Vrell strolled around the cavern and surveyed Peripaso’s belongings. A brown fur bedroll on a raised ledge of rock appeared to be made from reekat fur. Bits of hay and dried-out rushes of sweet flag grass lay strewn over the floor. There were no pellet-like droppings to be seen here, but Vrell did spy a few black beetles creeping about under the rushes. Water trickled down a crevice in the opposite wall, where Peripaso had organized a kitchen of sorts. A small hearth blackened the stone around it and the ceiling above.
Peripaso came to her side. “Can’t let a fire go long. Smokes me out.” He picked up a wooden mug and held it under the stream in the crevice. “Like a drink? Water’s cool.”
“Thank you.” Vrell took the mug and drank. The lukewarm liquid tasted thick with minerals. It was not until she finished that she realized how dry her throat was. She thrust the mug back under the flow for a refill as Peripaso went about his business. When Vrell finished drinking, she said, “You never finished your story about how you came to live here.”

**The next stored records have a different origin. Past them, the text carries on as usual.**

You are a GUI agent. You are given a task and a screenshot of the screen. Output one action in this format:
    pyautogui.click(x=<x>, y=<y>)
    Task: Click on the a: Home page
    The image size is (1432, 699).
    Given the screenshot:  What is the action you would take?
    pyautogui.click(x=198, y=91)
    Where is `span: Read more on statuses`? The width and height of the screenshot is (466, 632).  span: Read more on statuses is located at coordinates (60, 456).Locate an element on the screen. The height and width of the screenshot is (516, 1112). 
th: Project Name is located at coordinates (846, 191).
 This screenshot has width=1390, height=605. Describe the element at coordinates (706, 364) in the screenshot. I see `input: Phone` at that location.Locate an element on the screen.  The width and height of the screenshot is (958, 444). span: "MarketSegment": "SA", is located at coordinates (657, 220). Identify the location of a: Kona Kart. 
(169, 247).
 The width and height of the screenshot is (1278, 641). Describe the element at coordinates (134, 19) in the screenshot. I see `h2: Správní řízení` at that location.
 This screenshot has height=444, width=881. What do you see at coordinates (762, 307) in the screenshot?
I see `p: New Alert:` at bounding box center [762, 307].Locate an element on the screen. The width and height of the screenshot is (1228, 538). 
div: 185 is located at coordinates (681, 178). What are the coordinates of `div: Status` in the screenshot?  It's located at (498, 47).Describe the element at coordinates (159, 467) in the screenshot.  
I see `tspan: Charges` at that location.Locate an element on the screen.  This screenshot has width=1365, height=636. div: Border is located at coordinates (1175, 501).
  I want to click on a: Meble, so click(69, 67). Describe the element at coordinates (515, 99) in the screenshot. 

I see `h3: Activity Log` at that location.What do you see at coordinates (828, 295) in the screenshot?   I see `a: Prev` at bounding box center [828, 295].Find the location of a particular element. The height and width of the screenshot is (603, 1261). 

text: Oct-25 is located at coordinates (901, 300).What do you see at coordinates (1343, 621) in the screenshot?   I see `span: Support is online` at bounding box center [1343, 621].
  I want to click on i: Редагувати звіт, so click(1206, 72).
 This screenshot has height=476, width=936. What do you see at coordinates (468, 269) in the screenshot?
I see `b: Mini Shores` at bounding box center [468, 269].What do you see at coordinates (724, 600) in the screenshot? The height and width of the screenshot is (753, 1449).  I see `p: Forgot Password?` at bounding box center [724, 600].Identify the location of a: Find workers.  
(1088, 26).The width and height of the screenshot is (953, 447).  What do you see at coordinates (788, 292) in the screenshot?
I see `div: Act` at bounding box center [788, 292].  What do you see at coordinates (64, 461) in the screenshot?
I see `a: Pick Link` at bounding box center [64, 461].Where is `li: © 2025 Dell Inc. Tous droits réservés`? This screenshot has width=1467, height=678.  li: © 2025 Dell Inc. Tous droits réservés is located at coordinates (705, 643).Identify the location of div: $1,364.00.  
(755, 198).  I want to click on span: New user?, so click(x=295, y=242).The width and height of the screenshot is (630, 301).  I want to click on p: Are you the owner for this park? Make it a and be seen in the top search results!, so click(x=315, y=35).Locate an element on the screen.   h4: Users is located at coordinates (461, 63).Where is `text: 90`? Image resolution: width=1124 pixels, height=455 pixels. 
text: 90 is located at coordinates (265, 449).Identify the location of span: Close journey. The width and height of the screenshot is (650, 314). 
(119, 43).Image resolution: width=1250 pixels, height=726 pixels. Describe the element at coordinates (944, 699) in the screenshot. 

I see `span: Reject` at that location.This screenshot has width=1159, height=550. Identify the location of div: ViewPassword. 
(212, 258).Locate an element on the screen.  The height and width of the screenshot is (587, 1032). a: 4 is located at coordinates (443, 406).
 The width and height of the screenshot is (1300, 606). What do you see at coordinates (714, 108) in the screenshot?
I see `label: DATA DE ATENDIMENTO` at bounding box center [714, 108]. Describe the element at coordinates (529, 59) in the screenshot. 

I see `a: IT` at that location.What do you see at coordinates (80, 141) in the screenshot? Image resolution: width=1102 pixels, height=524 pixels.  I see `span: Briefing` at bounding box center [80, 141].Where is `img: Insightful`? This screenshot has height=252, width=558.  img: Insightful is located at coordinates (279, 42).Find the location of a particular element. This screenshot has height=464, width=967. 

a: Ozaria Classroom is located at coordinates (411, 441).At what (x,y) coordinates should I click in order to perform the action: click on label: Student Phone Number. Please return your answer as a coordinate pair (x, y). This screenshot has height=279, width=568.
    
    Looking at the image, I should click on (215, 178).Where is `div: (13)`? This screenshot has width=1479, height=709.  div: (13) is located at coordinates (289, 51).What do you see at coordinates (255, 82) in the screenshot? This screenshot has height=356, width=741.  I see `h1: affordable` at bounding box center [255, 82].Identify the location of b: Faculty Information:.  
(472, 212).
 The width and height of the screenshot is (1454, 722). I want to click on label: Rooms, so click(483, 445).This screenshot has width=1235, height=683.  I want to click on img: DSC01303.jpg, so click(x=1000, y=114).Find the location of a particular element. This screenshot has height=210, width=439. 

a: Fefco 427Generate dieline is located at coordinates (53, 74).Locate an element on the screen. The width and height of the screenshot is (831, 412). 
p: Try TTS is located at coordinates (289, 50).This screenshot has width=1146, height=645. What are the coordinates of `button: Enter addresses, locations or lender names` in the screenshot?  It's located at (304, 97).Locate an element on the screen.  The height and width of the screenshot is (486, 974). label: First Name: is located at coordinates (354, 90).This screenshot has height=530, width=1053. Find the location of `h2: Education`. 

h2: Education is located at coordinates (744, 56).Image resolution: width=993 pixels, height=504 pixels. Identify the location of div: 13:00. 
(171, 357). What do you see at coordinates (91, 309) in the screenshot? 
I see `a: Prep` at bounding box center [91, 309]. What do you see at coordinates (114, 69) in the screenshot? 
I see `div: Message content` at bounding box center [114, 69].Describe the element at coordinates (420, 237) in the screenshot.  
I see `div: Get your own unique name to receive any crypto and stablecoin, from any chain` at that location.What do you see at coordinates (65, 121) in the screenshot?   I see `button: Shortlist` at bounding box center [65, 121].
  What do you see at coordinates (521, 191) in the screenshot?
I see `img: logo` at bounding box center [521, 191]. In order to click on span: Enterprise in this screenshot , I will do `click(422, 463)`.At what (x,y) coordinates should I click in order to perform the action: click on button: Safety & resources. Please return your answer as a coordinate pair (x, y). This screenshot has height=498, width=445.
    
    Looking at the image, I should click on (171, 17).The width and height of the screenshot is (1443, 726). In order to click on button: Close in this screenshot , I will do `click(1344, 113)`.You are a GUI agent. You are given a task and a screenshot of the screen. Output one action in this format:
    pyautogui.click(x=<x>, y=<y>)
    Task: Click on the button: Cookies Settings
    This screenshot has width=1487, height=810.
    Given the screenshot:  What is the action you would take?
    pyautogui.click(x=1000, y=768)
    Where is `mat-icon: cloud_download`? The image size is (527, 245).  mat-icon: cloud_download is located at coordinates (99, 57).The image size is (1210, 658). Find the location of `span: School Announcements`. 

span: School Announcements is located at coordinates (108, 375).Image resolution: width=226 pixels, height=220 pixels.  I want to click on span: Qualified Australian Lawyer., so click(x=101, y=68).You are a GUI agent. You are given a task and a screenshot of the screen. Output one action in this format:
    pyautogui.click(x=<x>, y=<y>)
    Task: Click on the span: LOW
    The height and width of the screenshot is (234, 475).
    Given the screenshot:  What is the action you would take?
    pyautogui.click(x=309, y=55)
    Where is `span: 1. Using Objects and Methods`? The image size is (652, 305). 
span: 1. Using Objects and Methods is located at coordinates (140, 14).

“Well, the king and queen got killed by a stray up north, and ArmonguardCastle went into a fit. Kingsguard knights arrested every stray they could find. Tossed ’em in the dungeons. Friend of mine worked as a guard. Told me of a tunnel that went out from there. He wasn’t certain, but rumor said it went all the way to Tsaftown. For me, it was tunnel or prison. So I packed up and went for it. And no. They don’t go to Tsaftown. Tunnels only go as far north as ArokLake.”
Vrell smiled at the image of a man crawling the entire length of Er’Rets. “You have truly lived in this cave for thirteen years?”
“This cave? Only nine. Took a few years to learn the tunnels. Go as far as I could, start to run out of food, and have to go back. When I found this place,” he said, gesturing around the glittering cavern, with its safe location and running water, “I knew I’d found home.”
“It is very unique.”
Peripaso held up a burlap sack with a long strap. “Mind carrying this? I’ll take the others.”
Vrell draped the sack over her shoulder.
“Best be heading back. Like another drink first?”
Vrell helped herself to one more mug of water before following Peripaso up the rope ladder and back into the tunnel. As with most journeys, the trip back went much faster.
Jax and Khai were waiting with the torn boat when Peripaso and Vrell arrived back in the sweltering cavern. Vrell watched as Peripaso and Jax mended the boat with a sheet of reekat skin, twine, and some very smelly, clear gel.
“What is that?” Vrell asked.
“Reekat fat,” Peripaso said. “Seals up the seams. Waterproofs it.” He turned to Jax. “You should sleep here and wait for it to dry. Moist as this cave is, though, won’t ever dry completely. Should be strong enough in a few hours to get you to Mahanaim. Jest don’t run into no more reekats.”
Vrell was sick of reekats. When Peripaso passed around dried reekat meat for dinner, she wanted to throw it in the river. What she really wanted was a large bowl of grenache grapes and a wedge of goat cheese. Instead she bit off a chunk of the greasy meat and chewed it into leathery mush.
As they sat around waiting for the fat to dry, Peripaso told more stories of his exploits in the Nahar underground rivers and tunnels. Vrell loved his twangy voice. If she hadn’t been so ill from the smells, the mosquito bites, and the reekat meat, she would have liked a long visit with him. When he announced their boat would be fine to set off, Vrell sighed with relief.
She hugged the wrinkled man, which hopefully was not too strange for a boy, and climbed into the bow of the boat. The lantern had been destroyed, but Peripaso gave them a small torch and two spares. He said they would stay lit as long as they were kept low, out of the wind. Peripaso pushed the boat off, and Vrell waved good-bye to her strange, half-naked friend.
She settled down in the bow to sleep, annoyed to find the stench of reekat fat by her head.